My buddy, Art Aloe, was laughing into his beer when I walked into the bar. “I’m just enjoying the AI predictions used to scare us about the future. Did you see the front page of the Indianapolis Star Friday the 28th?”

“Yes,” I said.

“Wasn’t that a great headline: “AI to place 140K Indianapolis jobs in danger”? Art said.

“Yeah,” I said. “ That’s from something called ‘Chamberofcommerce.org’. It’s some kind of scare monger. They once did a story titled, ‘Data reveal loneliest cities in America.’ It was just a recitation of census data on one-person households. People who live alone aren’t necessarily lonely.”

“And the precision,” Art chuckled, “140,000 jobs, but no timeline.”

“Yeah,” I said. “Exactly what my colleague at IU often said: ‘Give ’em a number or give ’em a date, but not both.’”

“And,” Art said, “many experts tell youngsters to get more education to confront the future.”

“Yet the next day,” I added, “the highly respected Pew Research Center says the greater the level of education, the more likely AI will replace workers.”

“Ah,” Art sighed, “in this age of entertainment, if you wish to amuse, just confuse. It works as well for experts as for politicians.”

“Indeed,” I agreed. “Howey Politics ran a story from the appropriately named Insider Monkey’s ‘25 Poorest States’ report. This farcical piece of misused data identifies Bloomington as the poorest city in Indiana and one of the poorest in the nation.”

“Of course it is,” I continued. “While the report uses education attainment of those 25 and older, it uses all households to determine poverty.”

Art quickly took over: “That’s like comparing Brussels sprouts and plums because of similarity in shape. Bloomington has many student and young person households. If they used households of those 25 and older, they’d get a far different picture.”

Here I noted the egregious failure to adjust pensions of retired Indiana state workers with an appropriate inflation measure. But Art came back with a failure of Congress worse than the ignominious inaction of the Indiana Legislature.

“The most obvious way to avoid a crisis in Social Security,” Art said, “is for Congress to raise the cap on the level of earnings being taxed. Right now that cap is $160,200 per year. That means more than 20% of all earnings go untaxed for Social Security, but only about 7% of workers make more than the cap.”

“You want to tax high income earners?” I asked. “Won’t that strangle productivity, destroy creative activity, eliminate entrepreneurship, and repress get-up-and-go-ism?”

“No,” he replied. “It means more earnings for attorneys and accountants to figure out additional ways to avoid “earnings” and get income by other means, like capital gains and dividends.”

“Nah,” I objected. “Those jobs will go to AI, leaving today’s law and accounting students out in the cold.”

Morton Marcus is an economist. Reach him at [email protected]. Follow his views and those of John Guy on “Who Gets What?” wherever podcasts are available or at mortonjohn.libsyn.com. Send comments to [email protected].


The data below must be copied in full and without any change.

** INFORMATION PROVIDED follows **

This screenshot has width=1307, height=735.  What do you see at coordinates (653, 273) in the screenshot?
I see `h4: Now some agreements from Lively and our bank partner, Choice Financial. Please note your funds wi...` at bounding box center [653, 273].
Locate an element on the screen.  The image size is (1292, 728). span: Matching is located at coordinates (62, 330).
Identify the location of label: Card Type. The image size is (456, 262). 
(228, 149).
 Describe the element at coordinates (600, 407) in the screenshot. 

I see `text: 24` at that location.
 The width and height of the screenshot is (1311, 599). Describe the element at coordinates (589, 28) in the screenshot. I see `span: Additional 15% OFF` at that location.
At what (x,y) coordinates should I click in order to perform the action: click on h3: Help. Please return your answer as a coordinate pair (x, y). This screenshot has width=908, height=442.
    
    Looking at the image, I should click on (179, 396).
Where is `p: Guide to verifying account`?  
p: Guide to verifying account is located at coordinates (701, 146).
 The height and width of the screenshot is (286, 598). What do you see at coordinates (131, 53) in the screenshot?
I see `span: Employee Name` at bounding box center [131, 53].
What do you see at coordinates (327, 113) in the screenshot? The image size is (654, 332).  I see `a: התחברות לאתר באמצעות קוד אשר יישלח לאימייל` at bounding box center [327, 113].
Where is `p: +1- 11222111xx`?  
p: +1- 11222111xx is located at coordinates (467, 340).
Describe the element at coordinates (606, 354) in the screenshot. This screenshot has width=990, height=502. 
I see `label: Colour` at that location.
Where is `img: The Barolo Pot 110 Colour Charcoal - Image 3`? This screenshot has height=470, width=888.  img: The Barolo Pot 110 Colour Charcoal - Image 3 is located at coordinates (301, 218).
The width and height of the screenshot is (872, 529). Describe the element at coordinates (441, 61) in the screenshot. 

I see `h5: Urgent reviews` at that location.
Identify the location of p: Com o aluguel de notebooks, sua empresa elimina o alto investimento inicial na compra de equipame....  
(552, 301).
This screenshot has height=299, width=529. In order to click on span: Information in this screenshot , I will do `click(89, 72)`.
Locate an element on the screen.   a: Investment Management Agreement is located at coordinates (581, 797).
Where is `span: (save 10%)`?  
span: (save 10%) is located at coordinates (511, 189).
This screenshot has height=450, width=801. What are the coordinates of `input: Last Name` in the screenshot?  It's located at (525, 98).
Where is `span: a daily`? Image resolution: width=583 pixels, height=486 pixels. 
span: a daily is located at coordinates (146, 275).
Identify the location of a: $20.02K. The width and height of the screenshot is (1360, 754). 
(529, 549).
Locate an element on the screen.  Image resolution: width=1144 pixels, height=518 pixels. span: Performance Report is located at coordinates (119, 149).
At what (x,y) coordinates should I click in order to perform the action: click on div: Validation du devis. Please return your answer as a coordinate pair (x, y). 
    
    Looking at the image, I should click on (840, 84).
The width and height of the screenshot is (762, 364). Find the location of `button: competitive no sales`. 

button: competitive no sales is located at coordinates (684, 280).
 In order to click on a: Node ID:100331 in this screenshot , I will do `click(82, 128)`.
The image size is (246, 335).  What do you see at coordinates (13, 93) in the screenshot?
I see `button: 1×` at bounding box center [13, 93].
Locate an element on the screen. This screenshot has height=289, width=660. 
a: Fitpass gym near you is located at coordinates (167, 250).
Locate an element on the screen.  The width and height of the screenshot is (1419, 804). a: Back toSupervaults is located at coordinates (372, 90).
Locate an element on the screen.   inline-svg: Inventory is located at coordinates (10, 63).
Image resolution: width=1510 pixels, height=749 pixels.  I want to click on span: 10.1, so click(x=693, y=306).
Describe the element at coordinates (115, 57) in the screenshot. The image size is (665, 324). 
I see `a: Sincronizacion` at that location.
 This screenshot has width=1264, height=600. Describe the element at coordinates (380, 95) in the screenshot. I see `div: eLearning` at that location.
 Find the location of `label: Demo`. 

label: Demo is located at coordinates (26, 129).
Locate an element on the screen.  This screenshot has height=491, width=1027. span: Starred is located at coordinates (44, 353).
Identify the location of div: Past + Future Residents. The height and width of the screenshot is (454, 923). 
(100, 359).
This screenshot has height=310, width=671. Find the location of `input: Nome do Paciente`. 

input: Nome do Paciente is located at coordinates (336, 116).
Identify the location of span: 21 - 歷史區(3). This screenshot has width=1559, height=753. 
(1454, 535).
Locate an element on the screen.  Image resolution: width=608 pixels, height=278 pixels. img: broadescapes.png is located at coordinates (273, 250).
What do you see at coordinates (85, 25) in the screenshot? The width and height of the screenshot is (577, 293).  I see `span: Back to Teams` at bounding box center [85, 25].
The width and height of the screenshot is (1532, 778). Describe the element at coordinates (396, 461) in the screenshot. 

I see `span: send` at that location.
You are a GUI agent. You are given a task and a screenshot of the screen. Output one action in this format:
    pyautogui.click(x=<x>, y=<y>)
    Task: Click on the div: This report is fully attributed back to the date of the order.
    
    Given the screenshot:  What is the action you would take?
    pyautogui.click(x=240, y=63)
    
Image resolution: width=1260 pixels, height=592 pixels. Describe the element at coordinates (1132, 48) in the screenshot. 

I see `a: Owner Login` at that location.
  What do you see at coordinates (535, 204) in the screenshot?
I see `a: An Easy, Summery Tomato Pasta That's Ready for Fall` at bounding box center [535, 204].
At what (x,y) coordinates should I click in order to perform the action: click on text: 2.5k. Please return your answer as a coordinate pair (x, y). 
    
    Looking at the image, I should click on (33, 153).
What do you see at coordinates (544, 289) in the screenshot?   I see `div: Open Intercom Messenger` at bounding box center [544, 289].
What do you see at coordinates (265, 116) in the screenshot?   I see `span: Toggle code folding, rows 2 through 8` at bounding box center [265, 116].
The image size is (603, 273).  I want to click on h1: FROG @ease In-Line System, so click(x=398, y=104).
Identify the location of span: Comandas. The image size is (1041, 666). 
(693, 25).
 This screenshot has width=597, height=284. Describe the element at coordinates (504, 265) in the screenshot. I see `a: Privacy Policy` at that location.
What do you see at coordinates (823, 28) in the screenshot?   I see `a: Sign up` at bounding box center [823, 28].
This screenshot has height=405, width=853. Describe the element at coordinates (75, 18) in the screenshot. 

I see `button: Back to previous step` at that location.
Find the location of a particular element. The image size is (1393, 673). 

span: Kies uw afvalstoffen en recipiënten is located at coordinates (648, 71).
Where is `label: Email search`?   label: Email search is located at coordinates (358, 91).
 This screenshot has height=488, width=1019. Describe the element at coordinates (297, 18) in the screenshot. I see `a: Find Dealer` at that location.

** End of INFORMATION PROVIDED **

FINISHED EXERCISE:
This screenshot has width=1307, height=735.  What do you see at coordinates (653, 273) in the screenshot?
I see `h4: Now some agreements from Lively and our bank partner, Choice Financial. Please note your funds wi...` at bounding box center [653, 273].
Locate an element on the screen.  The image size is (1292, 728). span: Matching is located at coordinates (62, 330).
Identify the location of label: Card Type. The image size is (456, 262). 
(228, 149).
 Describe the element at coordinates (600, 407) in the screenshot. 

I see `text: 24` at that location.
 The width and height of the screenshot is (1311, 599). Describe the element at coordinates (589, 28) in the screenshot. I see `span: Additional 15% OFF` at that location.
At what (x,y) coordinates should I click in order to perform the action: click on h3: Help. Please return your answer as a coordinate pair (x, y). This screenshot has width=908, height=442.
    
    Looking at the image, I should click on (179, 396).
Where is `p: Guide to verifying account`?  
p: Guide to verifying account is located at coordinates (701, 146).
 The height and width of the screenshot is (286, 598). What do you see at coordinates (131, 53) in the screenshot?
I see `span: Employee Name` at bounding box center [131, 53].
What do you see at coordinates (327, 113) in the screenshot? The image size is (654, 332).  I see `a: התחברות לאתר באמצעות קוד אשר יישלח לאימייל` at bounding box center [327, 113].
Where is `p: +1- 11222111xx`?  
p: +1- 11222111xx is located at coordinates (467, 340).
Describe the element at coordinates (606, 354) in the screenshot. This screenshot has width=990, height=502. 
I see `label: Colour` at that location.
Where is `img: The Barolo Pot 110 Colour Charcoal - Image 3`? This screenshot has height=470, width=888.  img: The Barolo Pot 110 Colour Charcoal - Image 3 is located at coordinates (301, 218).
The width and height of the screenshot is (872, 529). Describe the element at coordinates (441, 61) in the screenshot. 

I see `h5: Urgent reviews` at that location.
Identify the location of p: Com o aluguel de notebooks, sua empresa elimina o alto investimento inicial na compra de equipame....  
(552, 301).
This screenshot has height=299, width=529. In order to click on span: Information in this screenshot , I will do `click(89, 72)`.
Locate an element on the screen.   a: Investment Management Agreement is located at coordinates (581, 797).
Where is `span: (save 10%)`?  
span: (save 10%) is located at coordinates (511, 189).
This screenshot has height=450, width=801. What are the coordinates of `input: Last Name` in the screenshot?  It's located at (525, 98).
Where is `span: a daily`? Image resolution: width=583 pixels, height=486 pixels. 
span: a daily is located at coordinates (146, 275).
Identify the location of a: $20.02K. The width and height of the screenshot is (1360, 754). 
(529, 549).
Locate an element on the screen.  Image resolution: width=1144 pixels, height=518 pixels. span: Performance Report is located at coordinates (119, 149).
At what (x,y) coordinates should I click in order to perform the action: click on div: Validation du devis. Please return your answer as a coordinate pair (x, y). 
    
    Looking at the image, I should click on (840, 84).
The width and height of the screenshot is (762, 364). Find the location of `button: competitive no sales`. 

button: competitive no sales is located at coordinates (684, 280).
 In order to click on a: Node ID:100331 in this screenshot , I will do `click(82, 128)`.
The image size is (246, 335).  What do you see at coordinates (13, 93) in the screenshot?
I see `button: 1×` at bounding box center [13, 93].
Locate an element on the screen. This screenshot has height=289, width=660. 
a: Fitpass gym near you is located at coordinates (167, 250).
Locate an element on the screen.  The width and height of the screenshot is (1419, 804). a: Back toSupervaults is located at coordinates (372, 90).
Locate an element on the screen.   inline-svg: Inventory is located at coordinates (10, 63).
Image resolution: width=1510 pixels, height=749 pixels.  I want to click on span: 10.1, so click(x=693, y=306).
Describe the element at coordinates (115, 57) in the screenshot. The image size is (665, 324). 
I see `a: Sincronizacion` at that location.
 This screenshot has width=1264, height=600. Describe the element at coordinates (380, 95) in the screenshot. I see `div: eLearning` at that location.
 Find the location of `label: Demo`. 

label: Demo is located at coordinates (26, 129).
Locate an element on the screen.  This screenshot has height=491, width=1027. span: Starred is located at coordinates (44, 353).
Identify the location of div: Past + Future Residents. The height and width of the screenshot is (454, 923). 
(100, 359).
This screenshot has height=310, width=671. Find the location of `input: Nome do Paciente`. 

input: Nome do Paciente is located at coordinates (336, 116).
Identify the location of span: 21 - 歷史區(3). This screenshot has width=1559, height=753. 
(1454, 535).
Locate an element on the screen.  Image resolution: width=608 pixels, height=278 pixels. img: broadescapes.png is located at coordinates (273, 250).
What do you see at coordinates (85, 25) in the screenshot? The width and height of the screenshot is (577, 293).  I see `span: Back to Teams` at bounding box center [85, 25].
The width and height of the screenshot is (1532, 778). Describe the element at coordinates (396, 461) in the screenshot. 

I see `span: send` at that location.
You are a GUI agent. You are given a task and a screenshot of the screen. Output one action in this format:
    pyautogui.click(x=<x>, y=<y>)
    Task: Click on the div: This report is fully attributed back to the date of the order.
    
    Given the screenshot:  What is the action you would take?
    pyautogui.click(x=240, y=63)
    
Image resolution: width=1260 pixels, height=592 pixels. Describe the element at coordinates (1132, 48) in the screenshot. 

I see `a: Owner Login` at that location.
  What do you see at coordinates (535, 204) in the screenshot?
I see `a: An Easy, Summery Tomato Pasta That's Ready for Fall` at bounding box center [535, 204].
At what (x,y) coordinates should I click in order to perform the action: click on text: 2.5k. Please return your answer as a coordinate pair (x, y). 
    
    Looking at the image, I should click on (33, 153).
What do you see at coordinates (544, 289) in the screenshot?   I see `div: Open Intercom Messenger` at bounding box center [544, 289].
What do you see at coordinates (265, 116) in the screenshot?   I see `span: Toggle code folding, rows 2 through 8` at bounding box center [265, 116].
The image size is (603, 273).  I want to click on h1: FROG @ease In-Line System, so click(x=398, y=104).
Identify the location of span: Comandas. The image size is (1041, 666). 
(693, 25).
 This screenshot has width=597, height=284. Describe the element at coordinates (504, 265) in the screenshot. I see `a: Privacy Policy` at that location.
What do you see at coordinates (823, 28) in the screenshot?   I see `a: Sign up` at bounding box center [823, 28].
This screenshot has height=405, width=853. Describe the element at coordinates (75, 18) in the screenshot. 

I see `button: Back to previous step` at that location.
Find the location of a particular element. The image size is (1393, 673). 

span: Kies uw afvalstoffen en recipiënten is located at coordinates (648, 71).
Where is `label: Email search`?   label: Email search is located at coordinates (358, 91).
 This screenshot has height=488, width=1019. Describe the element at coordinates (297, 18) in the screenshot. I see `a: Find Dealer` at that location.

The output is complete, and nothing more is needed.